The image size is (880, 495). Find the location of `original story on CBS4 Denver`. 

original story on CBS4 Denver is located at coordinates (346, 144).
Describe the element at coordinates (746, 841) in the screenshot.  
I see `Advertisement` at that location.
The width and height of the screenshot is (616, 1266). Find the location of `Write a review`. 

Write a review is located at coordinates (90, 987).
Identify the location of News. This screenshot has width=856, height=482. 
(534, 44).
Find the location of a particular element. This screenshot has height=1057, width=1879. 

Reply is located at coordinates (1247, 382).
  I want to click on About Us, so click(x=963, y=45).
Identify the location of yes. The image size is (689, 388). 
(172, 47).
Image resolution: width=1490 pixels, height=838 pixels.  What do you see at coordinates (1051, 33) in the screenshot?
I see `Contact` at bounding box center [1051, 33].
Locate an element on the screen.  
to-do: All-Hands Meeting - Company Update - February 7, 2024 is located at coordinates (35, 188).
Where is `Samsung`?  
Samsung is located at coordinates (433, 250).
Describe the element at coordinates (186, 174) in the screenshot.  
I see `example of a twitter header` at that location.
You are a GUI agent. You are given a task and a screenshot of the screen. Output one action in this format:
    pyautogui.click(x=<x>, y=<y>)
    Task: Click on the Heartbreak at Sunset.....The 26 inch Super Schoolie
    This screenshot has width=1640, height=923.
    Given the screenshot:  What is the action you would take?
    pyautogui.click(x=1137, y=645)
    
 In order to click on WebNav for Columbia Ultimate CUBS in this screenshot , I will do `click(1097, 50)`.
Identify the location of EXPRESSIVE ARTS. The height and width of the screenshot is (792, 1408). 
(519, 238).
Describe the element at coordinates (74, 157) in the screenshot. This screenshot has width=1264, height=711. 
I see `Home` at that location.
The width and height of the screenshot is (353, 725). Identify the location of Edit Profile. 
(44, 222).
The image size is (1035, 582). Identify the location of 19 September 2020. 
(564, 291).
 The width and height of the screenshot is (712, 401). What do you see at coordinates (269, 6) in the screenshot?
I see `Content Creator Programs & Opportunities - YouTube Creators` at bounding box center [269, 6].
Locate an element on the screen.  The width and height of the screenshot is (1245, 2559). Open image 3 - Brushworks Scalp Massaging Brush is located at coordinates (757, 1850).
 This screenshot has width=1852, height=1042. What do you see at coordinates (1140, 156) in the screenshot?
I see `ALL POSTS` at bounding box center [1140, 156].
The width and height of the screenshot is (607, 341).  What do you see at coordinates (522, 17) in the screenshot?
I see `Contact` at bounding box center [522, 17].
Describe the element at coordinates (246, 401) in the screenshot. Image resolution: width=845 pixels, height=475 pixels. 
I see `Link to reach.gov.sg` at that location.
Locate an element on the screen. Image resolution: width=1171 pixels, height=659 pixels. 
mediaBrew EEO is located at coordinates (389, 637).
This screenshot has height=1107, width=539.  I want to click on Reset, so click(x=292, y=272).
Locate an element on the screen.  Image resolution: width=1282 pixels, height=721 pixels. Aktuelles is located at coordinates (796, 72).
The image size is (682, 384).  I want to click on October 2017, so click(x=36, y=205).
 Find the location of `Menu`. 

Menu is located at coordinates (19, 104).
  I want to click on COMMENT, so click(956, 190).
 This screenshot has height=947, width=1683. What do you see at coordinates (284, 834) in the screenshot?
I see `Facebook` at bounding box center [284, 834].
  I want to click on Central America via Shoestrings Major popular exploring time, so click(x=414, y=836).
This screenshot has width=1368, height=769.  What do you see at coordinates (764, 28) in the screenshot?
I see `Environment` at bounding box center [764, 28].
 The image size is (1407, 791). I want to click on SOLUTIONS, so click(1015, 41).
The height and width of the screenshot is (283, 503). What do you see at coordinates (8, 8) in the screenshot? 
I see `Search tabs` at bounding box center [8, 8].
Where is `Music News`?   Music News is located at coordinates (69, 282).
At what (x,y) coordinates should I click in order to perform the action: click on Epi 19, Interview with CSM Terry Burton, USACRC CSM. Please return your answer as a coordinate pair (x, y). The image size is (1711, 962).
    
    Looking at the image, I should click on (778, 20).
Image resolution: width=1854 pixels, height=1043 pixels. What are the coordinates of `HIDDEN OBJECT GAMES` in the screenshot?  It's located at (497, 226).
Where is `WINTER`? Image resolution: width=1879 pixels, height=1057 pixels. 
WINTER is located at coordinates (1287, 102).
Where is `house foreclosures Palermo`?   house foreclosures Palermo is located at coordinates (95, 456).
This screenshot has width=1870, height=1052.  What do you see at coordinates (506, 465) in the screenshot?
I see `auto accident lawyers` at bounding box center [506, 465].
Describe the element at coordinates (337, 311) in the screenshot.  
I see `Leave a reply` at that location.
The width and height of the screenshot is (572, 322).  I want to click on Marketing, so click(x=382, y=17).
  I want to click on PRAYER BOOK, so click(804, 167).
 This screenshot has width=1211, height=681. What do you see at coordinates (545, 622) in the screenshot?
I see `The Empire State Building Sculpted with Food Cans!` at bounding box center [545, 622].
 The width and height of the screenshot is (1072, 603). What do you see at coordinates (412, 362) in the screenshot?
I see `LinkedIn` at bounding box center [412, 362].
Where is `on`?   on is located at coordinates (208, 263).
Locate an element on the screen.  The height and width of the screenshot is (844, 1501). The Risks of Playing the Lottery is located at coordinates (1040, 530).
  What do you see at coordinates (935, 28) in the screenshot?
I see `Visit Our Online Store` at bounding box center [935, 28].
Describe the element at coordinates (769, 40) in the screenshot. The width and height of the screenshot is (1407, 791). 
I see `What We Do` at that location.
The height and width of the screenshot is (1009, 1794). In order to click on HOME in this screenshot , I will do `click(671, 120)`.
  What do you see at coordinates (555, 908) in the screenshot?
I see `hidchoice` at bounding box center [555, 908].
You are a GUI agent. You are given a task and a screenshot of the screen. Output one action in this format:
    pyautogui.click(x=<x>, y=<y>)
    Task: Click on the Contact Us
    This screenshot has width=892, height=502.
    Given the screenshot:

WORK TO BE COMPLETED: Each entry is to be retyped exactly as it appears.

OUTPUT BELOW:
The image size is (880, 495). Find the location of `original story on CBS4 Denver`. 

original story on CBS4 Denver is located at coordinates (346, 144).
Describe the element at coordinates (746, 841) in the screenshot.  
I see `Advertisement` at that location.
The width and height of the screenshot is (616, 1266). Find the location of `Write a review`. 

Write a review is located at coordinates (90, 987).
Identify the location of News. This screenshot has width=856, height=482. 
(534, 44).
Find the location of a particular element. This screenshot has height=1057, width=1879. 

Reply is located at coordinates (1247, 382).
  I want to click on About Us, so click(x=963, y=45).
Identify the location of yes. The image size is (689, 388). 
(172, 47).
Image resolution: width=1490 pixels, height=838 pixels.  What do you see at coordinates (1051, 33) in the screenshot?
I see `Contact` at bounding box center [1051, 33].
Locate an element on the screen.  
to-do: All-Hands Meeting - Company Update - February 7, 2024 is located at coordinates (35, 188).
Where is `Samsung`?  
Samsung is located at coordinates (433, 250).
Describe the element at coordinates (186, 174) in the screenshot.  
I see `example of a twitter header` at that location.
You are a GUI agent. You are given a task and a screenshot of the screen. Output one action in this format:
    pyautogui.click(x=<x>, y=<y>)
    Task: Click on the Heartbreak at Sunset.....The 26 inch Super Schoolie
    This screenshot has width=1640, height=923.
    Given the screenshot:  What is the action you would take?
    pyautogui.click(x=1137, y=645)
    
 In order to click on WebNav for Columbia Ultimate CUBS in this screenshot , I will do `click(1097, 50)`.
Identify the location of EXPRESSIVE ARTS. The height and width of the screenshot is (792, 1408). 
(519, 238).
Describe the element at coordinates (74, 157) in the screenshot. This screenshot has width=1264, height=711. 
I see `Home` at that location.
The width and height of the screenshot is (353, 725). Identify the location of Edit Profile. 
(44, 222).
The image size is (1035, 582). Identify the location of 19 September 2020. 
(564, 291).
 The width and height of the screenshot is (712, 401). What do you see at coordinates (269, 6) in the screenshot?
I see `Content Creator Programs & Opportunities - YouTube Creators` at bounding box center [269, 6].
Locate an element on the screen.  The width and height of the screenshot is (1245, 2559). Open image 3 - Brushworks Scalp Massaging Brush is located at coordinates (757, 1850).
 This screenshot has width=1852, height=1042. What do you see at coordinates (1140, 156) in the screenshot?
I see `ALL POSTS` at bounding box center [1140, 156].
The width and height of the screenshot is (607, 341).  What do you see at coordinates (522, 17) in the screenshot?
I see `Contact` at bounding box center [522, 17].
Describe the element at coordinates (246, 401) in the screenshot. Image resolution: width=845 pixels, height=475 pixels. 
I see `Link to reach.gov.sg` at that location.
Locate an element on the screen. Image resolution: width=1171 pixels, height=659 pixels. 
mediaBrew EEO is located at coordinates (389, 637).
This screenshot has height=1107, width=539.  I want to click on Reset, so click(x=292, y=272).
Locate an element on the screen.  Image resolution: width=1282 pixels, height=721 pixels. Aktuelles is located at coordinates (796, 72).
The image size is (682, 384).  I want to click on October 2017, so click(x=36, y=205).
 Find the location of `Menu`. 

Menu is located at coordinates (19, 104).
  I want to click on COMMENT, so click(956, 190).
 This screenshot has height=947, width=1683. What do you see at coordinates (284, 834) in the screenshot?
I see `Facebook` at bounding box center [284, 834].
  I want to click on Central America via Shoestrings Major popular exploring time, so click(x=414, y=836).
This screenshot has width=1368, height=769.  What do you see at coordinates (764, 28) in the screenshot?
I see `Environment` at bounding box center [764, 28].
 The image size is (1407, 791). I want to click on SOLUTIONS, so click(1015, 41).
The height and width of the screenshot is (283, 503). What do you see at coordinates (8, 8) in the screenshot? 
I see `Search tabs` at bounding box center [8, 8].
Where is `Music News`?   Music News is located at coordinates (69, 282).
At what (x,y) coordinates should I click in order to perform the action: click on Epi 19, Interview with CSM Terry Burton, USACRC CSM. Please return your answer as a coordinate pair (x, y). The image size is (1711, 962).
    
    Looking at the image, I should click on (778, 20).
Image resolution: width=1854 pixels, height=1043 pixels. What are the coordinates of `HIDDEN OBJECT GAMES` in the screenshot?  It's located at (497, 226).
Where is `WINTER`? Image resolution: width=1879 pixels, height=1057 pixels. 
WINTER is located at coordinates (1287, 102).
Where is `house foreclosures Palermo`?   house foreclosures Palermo is located at coordinates (95, 456).
This screenshot has width=1870, height=1052.  What do you see at coordinates (506, 465) in the screenshot?
I see `auto accident lawyers` at bounding box center [506, 465].
Describe the element at coordinates (337, 311) in the screenshot.  
I see `Leave a reply` at that location.
The width and height of the screenshot is (572, 322).  I want to click on Marketing, so click(x=382, y=17).
  I want to click on PRAYER BOOK, so click(804, 167).
 This screenshot has width=1211, height=681. What do you see at coordinates (545, 622) in the screenshot?
I see `The Empire State Building Sculpted with Food Cans!` at bounding box center [545, 622].
 The width and height of the screenshot is (1072, 603). What do you see at coordinates (412, 362) in the screenshot?
I see `LinkedIn` at bounding box center [412, 362].
Where is `on`?   on is located at coordinates (208, 263).
Locate an element on the screen.  The height and width of the screenshot is (844, 1501). The Risks of Playing the Lottery is located at coordinates (1040, 530).
  What do you see at coordinates (935, 28) in the screenshot?
I see `Visit Our Online Store` at bounding box center [935, 28].
Describe the element at coordinates (769, 40) in the screenshot. The width and height of the screenshot is (1407, 791). 
I see `What We Do` at that location.
The height and width of the screenshot is (1009, 1794). In order to click on HOME in this screenshot , I will do `click(671, 120)`.
  What do you see at coordinates (555, 908) in the screenshot?
I see `hidchoice` at bounding box center [555, 908].
You are a GUI agent. You are given a task and a screenshot of the screen. Output one action in this format:
    pyautogui.click(x=<x>, y=<y>)
    Task: Click on the Contact Us
    This screenshot has width=892, height=502.
    Given the screenshot:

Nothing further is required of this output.